I think Ezra hit the nail on the head when he said that her campaign failed by looking too much through the technocratic lens of having to navigate the nitty gritty of politics and political institutions and of being bound by it. This "incremental realism" was very limiting for her and the long-term vision she was trying to sell.
Also, I still can't really clearly tell where she stands on decentralization of wealth and power. She definitely wants the poor, working class, and middle class to have a better quality of life, but I'm not sure she is willing to go as far as to make the wealthy primarily accountable for this, though they should be as they are pulling the levers that got us into this mess in the first place from a financial perspective. They are stacking the cards against everyone else by relentlessly trying to fix the game through lobbying for laws that give them a massive, incontrovertible advantage to keeping and maintaining their wealth and power indefinitely and beyond that, consolidating it even further.
The system itself needs reforms to close the loopholes that enable the wealthy to do this in the first place. If she too has this stance, I would have liked her to be more forthcoming about it and what she intended to do about it. Because that is the ultimate end game from the perspective of maintaining a high quality of life for the most Americans possible.

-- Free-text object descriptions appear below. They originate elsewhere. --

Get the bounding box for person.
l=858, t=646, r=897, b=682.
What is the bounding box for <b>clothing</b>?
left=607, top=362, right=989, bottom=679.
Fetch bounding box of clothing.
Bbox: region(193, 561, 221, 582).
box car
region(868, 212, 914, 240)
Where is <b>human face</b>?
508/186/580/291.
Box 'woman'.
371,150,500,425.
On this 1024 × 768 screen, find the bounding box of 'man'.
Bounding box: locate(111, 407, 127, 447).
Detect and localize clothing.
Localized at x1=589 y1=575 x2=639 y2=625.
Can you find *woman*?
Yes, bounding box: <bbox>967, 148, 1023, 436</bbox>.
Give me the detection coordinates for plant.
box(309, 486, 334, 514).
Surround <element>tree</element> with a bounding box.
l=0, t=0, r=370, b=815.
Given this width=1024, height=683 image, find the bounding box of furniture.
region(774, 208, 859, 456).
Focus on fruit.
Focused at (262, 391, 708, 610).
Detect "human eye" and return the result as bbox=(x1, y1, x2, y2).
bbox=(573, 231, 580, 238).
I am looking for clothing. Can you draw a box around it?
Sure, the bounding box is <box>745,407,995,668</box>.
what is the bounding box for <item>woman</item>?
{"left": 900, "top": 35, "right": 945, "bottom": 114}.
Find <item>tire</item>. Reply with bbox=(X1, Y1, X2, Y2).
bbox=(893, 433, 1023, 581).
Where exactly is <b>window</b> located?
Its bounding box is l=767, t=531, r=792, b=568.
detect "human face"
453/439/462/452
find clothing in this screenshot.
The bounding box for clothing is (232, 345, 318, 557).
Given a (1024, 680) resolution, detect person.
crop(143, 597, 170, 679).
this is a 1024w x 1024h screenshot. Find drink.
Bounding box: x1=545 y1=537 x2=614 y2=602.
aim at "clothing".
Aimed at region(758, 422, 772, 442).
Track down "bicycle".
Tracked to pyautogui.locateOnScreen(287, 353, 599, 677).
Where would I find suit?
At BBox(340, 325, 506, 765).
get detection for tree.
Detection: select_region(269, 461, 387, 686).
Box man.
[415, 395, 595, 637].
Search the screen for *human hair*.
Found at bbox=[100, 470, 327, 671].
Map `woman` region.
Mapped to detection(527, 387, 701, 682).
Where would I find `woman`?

I think the reign of the Rockefellers, Carnegies, Buffets, Gates, Jobs, Zuckerbergs, etc. of the world, regardless of how well-intentioned they may be with their philanthropy, must come to an end. The enabling of such accumulation of wealth, influence, and power is incredibly troubling and culturally, most still laud it. People's ideas should be lauded, not their cult of personality. As long as we enable and encourage such uneven distribution of wealth and power, we are doomed to be a divided, manipulated, exploitable nation of individuals.